**** Exercise input

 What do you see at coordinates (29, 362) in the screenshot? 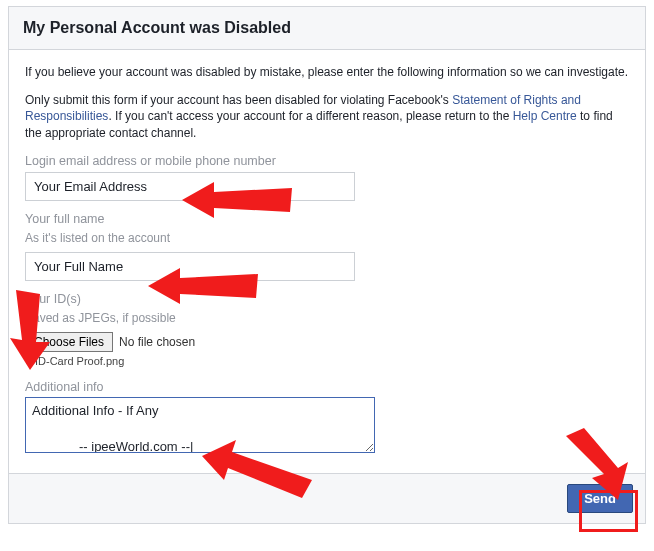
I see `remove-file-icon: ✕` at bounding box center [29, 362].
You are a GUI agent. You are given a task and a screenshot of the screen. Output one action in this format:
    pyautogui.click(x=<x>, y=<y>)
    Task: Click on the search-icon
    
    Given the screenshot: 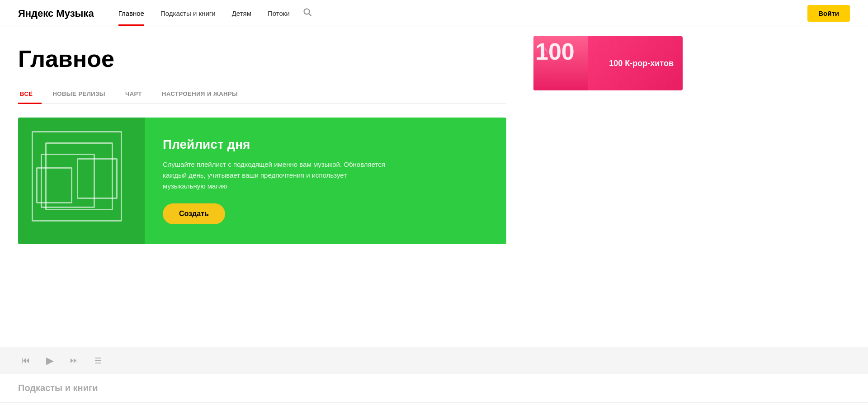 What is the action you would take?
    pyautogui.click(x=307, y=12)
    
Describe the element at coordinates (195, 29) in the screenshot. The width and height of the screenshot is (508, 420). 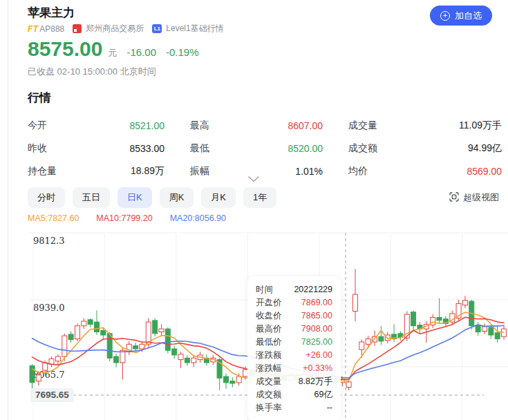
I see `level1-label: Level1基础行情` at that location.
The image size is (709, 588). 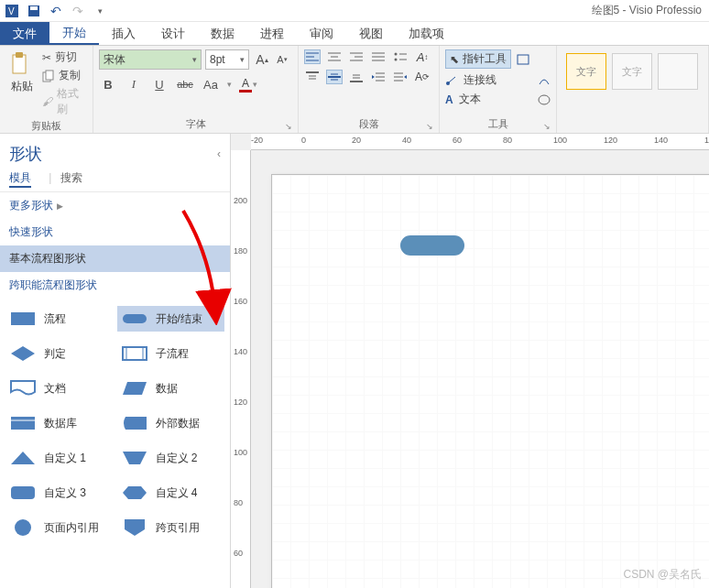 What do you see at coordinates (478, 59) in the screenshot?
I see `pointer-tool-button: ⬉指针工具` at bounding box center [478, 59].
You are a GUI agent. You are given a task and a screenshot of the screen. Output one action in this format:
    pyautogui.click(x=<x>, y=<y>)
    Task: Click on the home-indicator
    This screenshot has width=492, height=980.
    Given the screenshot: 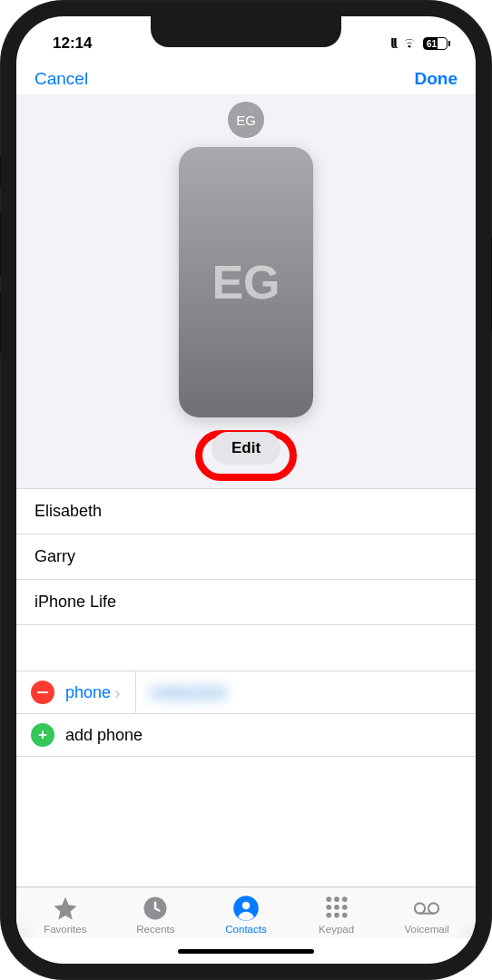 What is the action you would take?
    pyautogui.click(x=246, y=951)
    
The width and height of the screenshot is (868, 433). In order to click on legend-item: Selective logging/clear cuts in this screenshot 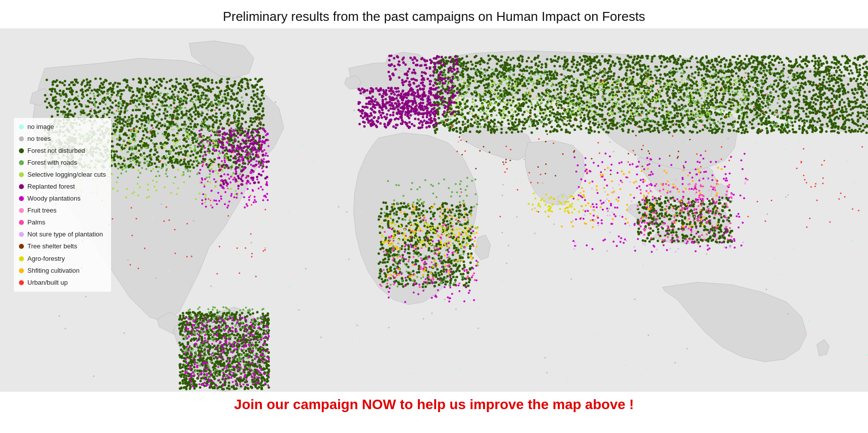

********
**** Exercise input

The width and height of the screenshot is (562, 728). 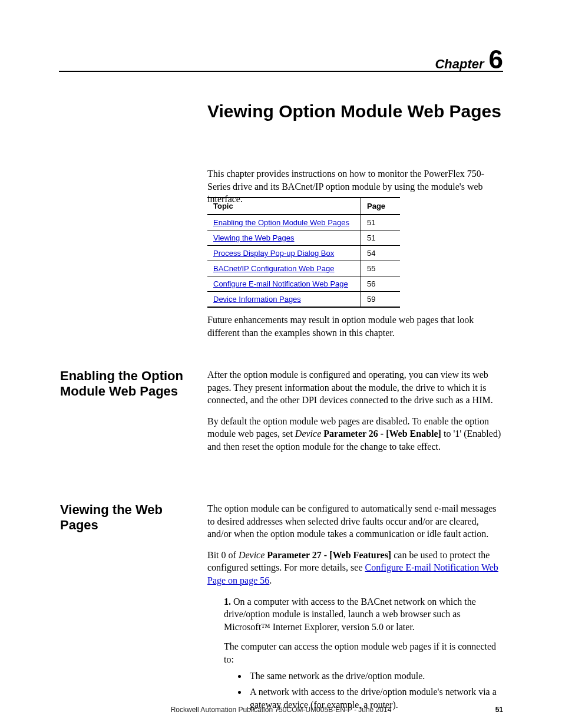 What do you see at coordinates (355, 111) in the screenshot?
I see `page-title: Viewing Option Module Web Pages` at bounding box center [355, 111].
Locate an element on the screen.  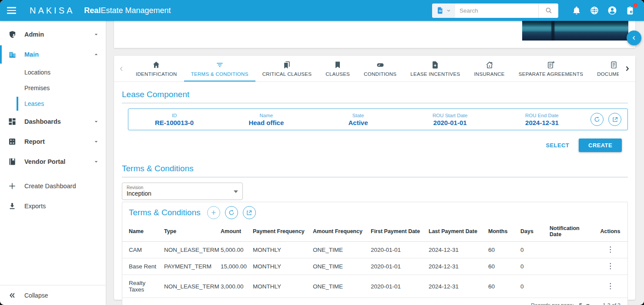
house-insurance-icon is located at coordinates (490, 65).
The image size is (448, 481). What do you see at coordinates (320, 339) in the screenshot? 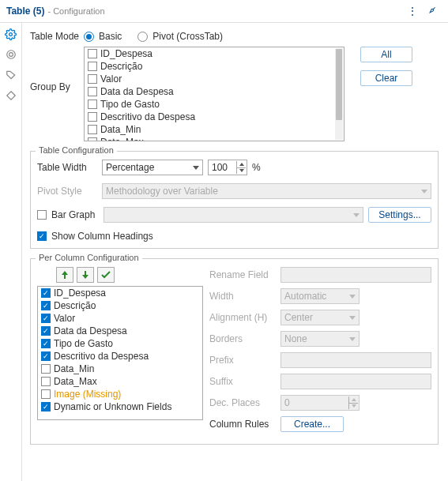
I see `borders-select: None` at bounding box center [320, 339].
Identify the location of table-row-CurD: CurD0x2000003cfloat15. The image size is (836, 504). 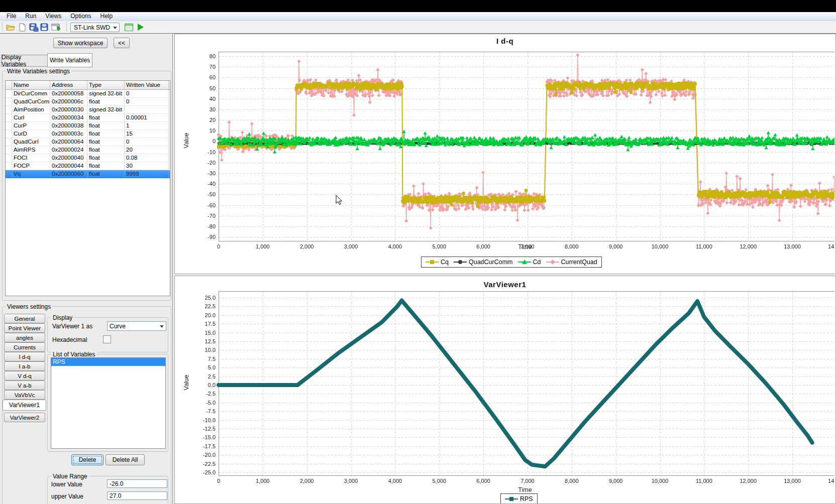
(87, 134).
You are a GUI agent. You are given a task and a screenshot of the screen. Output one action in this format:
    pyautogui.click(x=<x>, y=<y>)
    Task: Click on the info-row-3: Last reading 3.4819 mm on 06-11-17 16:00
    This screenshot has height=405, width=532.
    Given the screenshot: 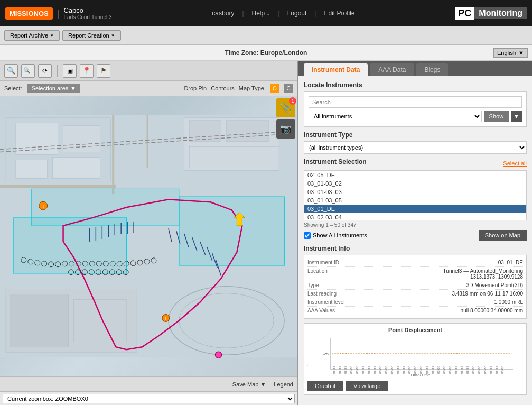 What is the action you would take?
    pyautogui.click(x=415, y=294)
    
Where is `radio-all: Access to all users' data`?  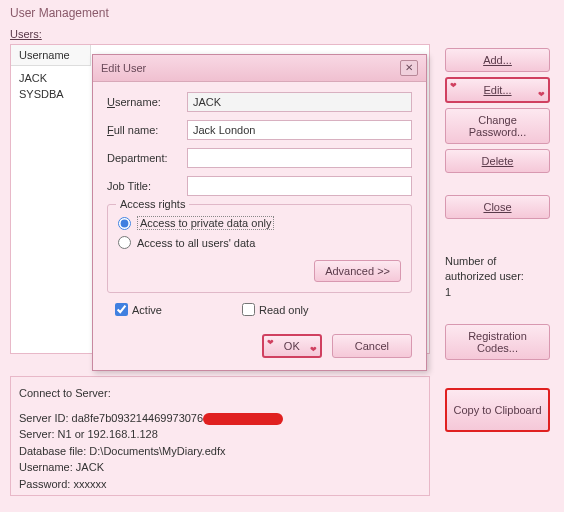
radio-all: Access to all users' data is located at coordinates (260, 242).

********

What you have to do
Copy nothing but the lines above from the one with "The image size is (448, 481)." to the one with "Task: Click on the info-row-3: Last", inclusive, word for word. Leave every picture out.

Solution below
The image size is (448, 481). What do you see at coordinates (320, 339) in the screenshot? 
I see `borders-select: None` at bounding box center [320, 339].
Identify the location of table-row-CurD: CurD0x2000003cfloat15. The image size is (836, 504). 
(87, 134).
You are a GUI agent. You are given a task and a screenshot of the screen. Output one action in this format:
    pyautogui.click(x=<x>, y=<y>)
    Task: Click on the info-row-3: Last reading 3.4819 mm on 06-11-17 16:00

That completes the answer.